Introduction: Recycle Dead UMBRELLAS Into Great BAGS of All Kinds

About: Aiming to get a Show and tell maker fair going in March 2009. Anyone in UK or willing to travel, please let me know.

In this Instructable I will show you how to make use of all the dead umbrellas that lie around the city in wet windy weather.

I guess Instructablers are really green generally so you will like this way to recycle the dead umbrellas and at the same time have handy compact shopping bags so that you never need a plastic supermarket bag ever again. They roll up so small you can keep one in the pocket of each coat and handbag.

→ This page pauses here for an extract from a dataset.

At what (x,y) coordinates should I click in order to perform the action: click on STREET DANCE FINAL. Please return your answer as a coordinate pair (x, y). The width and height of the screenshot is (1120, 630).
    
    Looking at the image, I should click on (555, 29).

Step 1: What You Will Need

Obviously, you first need a broken umbrella that is beyond fixing.

These are very easily come by, especially in city centres in wet windy weather. In one week I gathered over 30 umbrellas on the 2 minute walk from my home to the station and the 10 minute walk from the station to my office in the city centre. I just helped myself to the umbrellas jammed into the public waste bins.

Here in Glasgow the small, telescopic umbrellas are popular and the majority of that type are black. I ended up with loads of them and, to avoid making a million small black boring bags, I used a lot of them either for lining some bags or for making handle strips. If you dont do that then you will need something to make handles or straps from: tape, bootlaces, string even.

Step 2: Preparation

Terminology I will use (probably not the official umbrella-makers' guild approved words):
Skin: the fabric of the umbrella
Struts: the metal or plastic rods that make the umbrella's skeletal shape under the fabric.
Ends: the little plastic thingies which are sewn onto the fabric and fit over the ends of the struts.
Handle: the whole thing from the bit that you hold, right to the ferrule.
Ferrule: the little end piece (metal or plastic)that makes the pointy bit on top of the open umbrella.


When you find the dead umbrella it is almost certainly going to be sopping wet ('cos its raining, innit?) and possibly grubby too, so you have two choices:
either
carry it home in a bag you carry with you for that purpose,
or
Strip the fabric off right there and then. You can really only do this with some of the big "golf" umbrellas. Due to the way they are made, you can slip the stitching over the struts and pull it straight off over the ferrule.

You cannot do that with the telescopic ones though, because the stitching is more complicated. I always have a penknife in my handbag (as in NCIS Gibbs' Rule 9, but i have always done this as you never know what you may find in your travels)and am shameless about stripping the skin off an umbrella in public.

Most umbrellas' end bits just pull off the struts, and are still sewn onto the fabric edge. If not you will have to cut them off with scissors. Then you have to cut the thread that sews the struts to the fabric - usually 3 or 4 points per strut. Lastly you have to cut around the ferrule to get the whole skin off the struts.

Now wash the fabric. It will dry very quickly. If you want to iron it smooth, be sure to use a cotton teacloth or something similar between the umbrella fabric and the iron or the fabric WILL melt excitingly.

Step 3: Cutting and Sewing

Now you need to use your imagination (or my ideas in the final step) to decide what bag you want. I first started doing this to make shopping bags to replace plastic supermarket bags. We have lots of lovely cottom bags etc in the house but I always forget to have one with me, especially for small shopping.

Umbrellas are either 8 skin panels (octagonalwhen you lay them flat)- picture 1, or6 skin panels (hexagonal) - picture 2. This affects what you can do with them.

The basic shopper is made by cutting the skin in half - pictures 3&4. Then you fold one half in half again, with the right side inside - picture 5.

From an 8-panel skin this gives you a shape which has the former edges of two panels at the top of the bag and a steep point for the bottom of the bag. Sew up the side and put some handles on and thats you done.

I do all my sewing with an old hand sewing machine I got out of a skip (dumpster in USA) so the bags are totally carbon neutral.

If truly desperate you could probably assemble these with staples and duct tape.

Step 4: Bags Galore

Instead of contributing to this disgusting plague of plastic as in the first picture you can let your imagination and creativity run wild to make all sorts of bags:
Shoppers
Beach bags
Backpacks
Manbags
Handbags
Shoulder bags


Step 5: Skeletons

I now have a lot of umbrella skeletons.The lengths and materials vary from steel to plastic to aluminium and some a long, some very short and jointed.

Anyone got any ideas for the struts?